WASHINGTON — Regulators must do all they can to help banks make loans to creditworthy borrowers, especially small businesses, a development that’s critical to strengthening the economic recovery, Federal Reserve Chairman Ben Bernanke said Thursday.
It’s a delicate dance for the Fed and other banking regulators. As regulators encourage banks to make loans to sound borrowers, they are also working to make sure banks get back on firmer footing after suffering through the worst financial and economic crises since the 1930s.
“Our message is a simple one: institutions should strive to meet the needs of creditworthy borrowers, and the supervisory agencies should do all they can to help, not hinder, those efforts,” Bernanke told a conference on banking in Chicago.
“We are also supporting efforts to work with troubled borrowers to bring them back into good standing,” he added.
Getting credit to flow more normally again to both people and businesses is an important ingredient to helping the fledging economic recovery gain momentum.

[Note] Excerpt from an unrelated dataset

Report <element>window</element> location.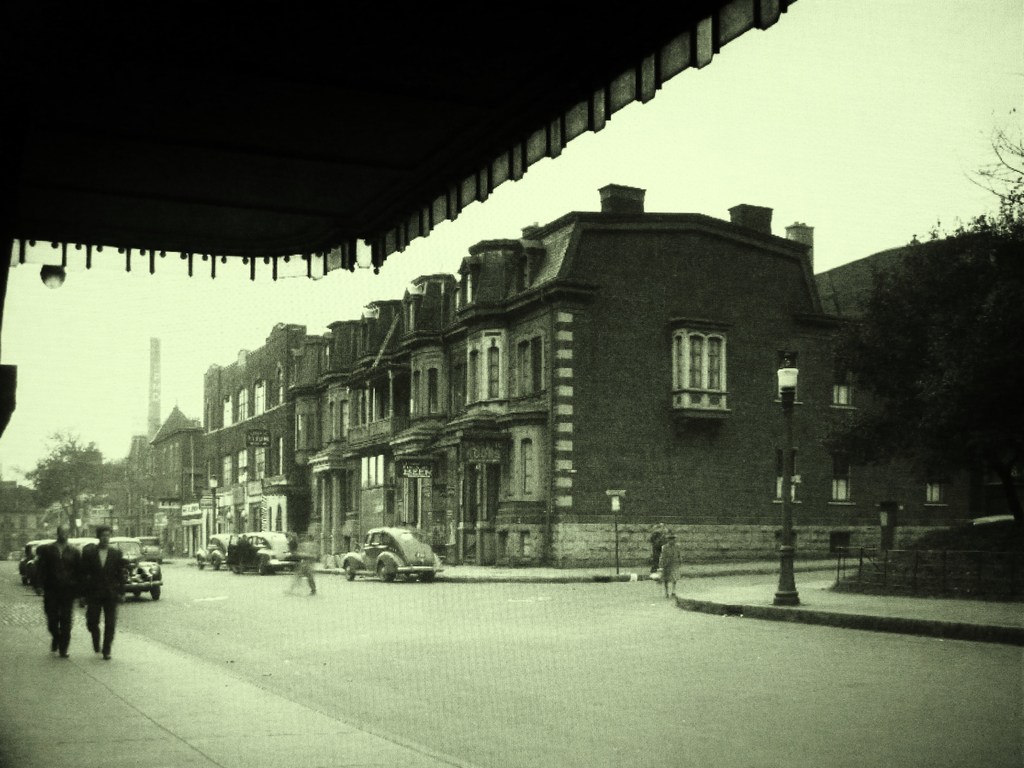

Improvements have been made but problems still remain.
Ordinary Americans — trying to pare their debt and rebuild their finances — have shown a weak appetite to take out new loans.

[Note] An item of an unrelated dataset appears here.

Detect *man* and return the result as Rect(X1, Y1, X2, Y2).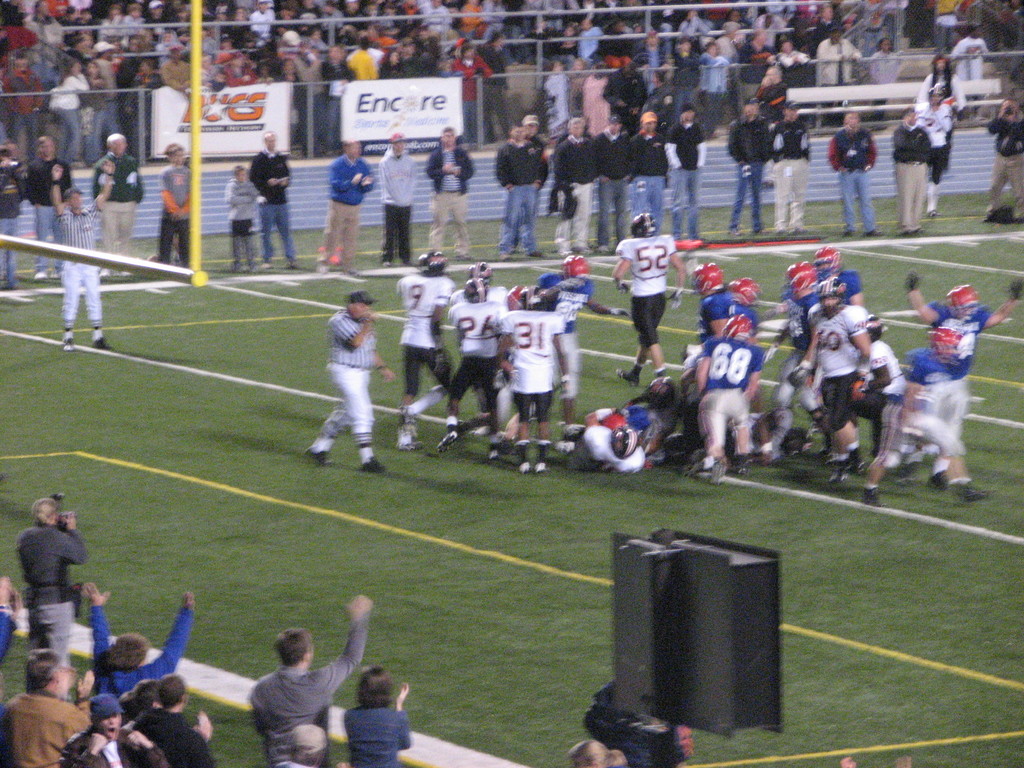
Rect(25, 136, 58, 284).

However, many lawmakers on Capitol Hill have complained about small businesses wanting to take out loans but have trouble getting them. And, that has crimped their ability to expand operations and hire. Small businesses usually help drive job creation during recoveries, but credit clogs have hurt hiring.

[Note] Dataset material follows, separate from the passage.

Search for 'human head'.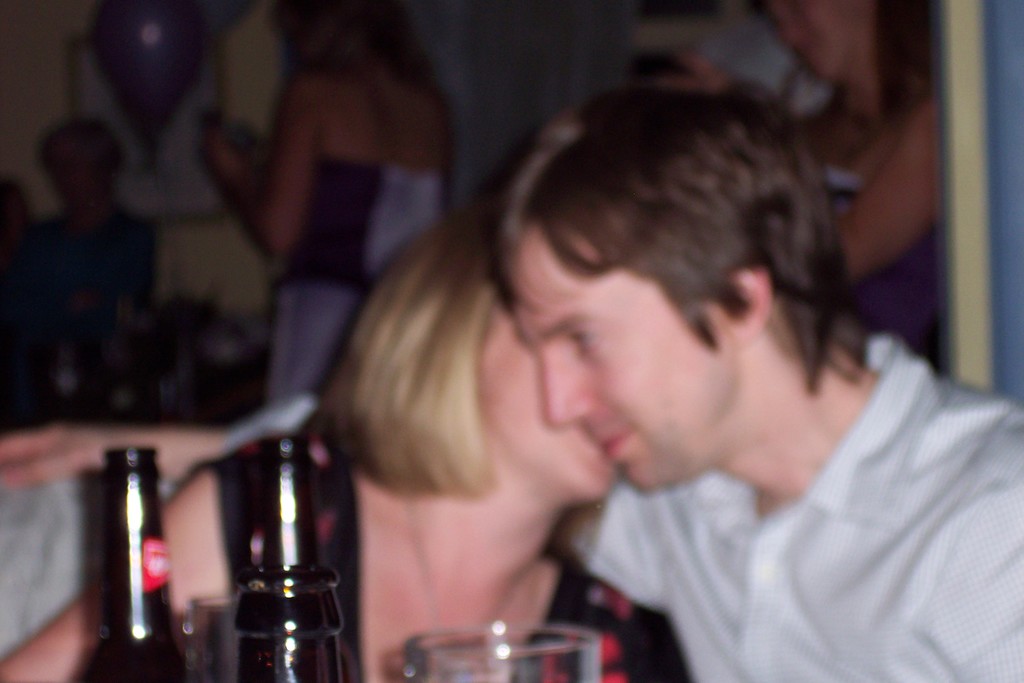
Found at <region>760, 0, 911, 81</region>.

“Small business lending conditions are much tighter than they’ve been at any time in recent memory, certainly much tighter than before the crisis,” Bernanke said, fielding questions after his speech.
“What we need to do is find a balance that makes economic sense where the banks are making good loans that they expect to be repaid, but are not so conservative and so restrictive that they turn away borrowers with whom they may have long-term relationships, who they can reasonably expect to repay and to be creditworthy,” Bernanke explained.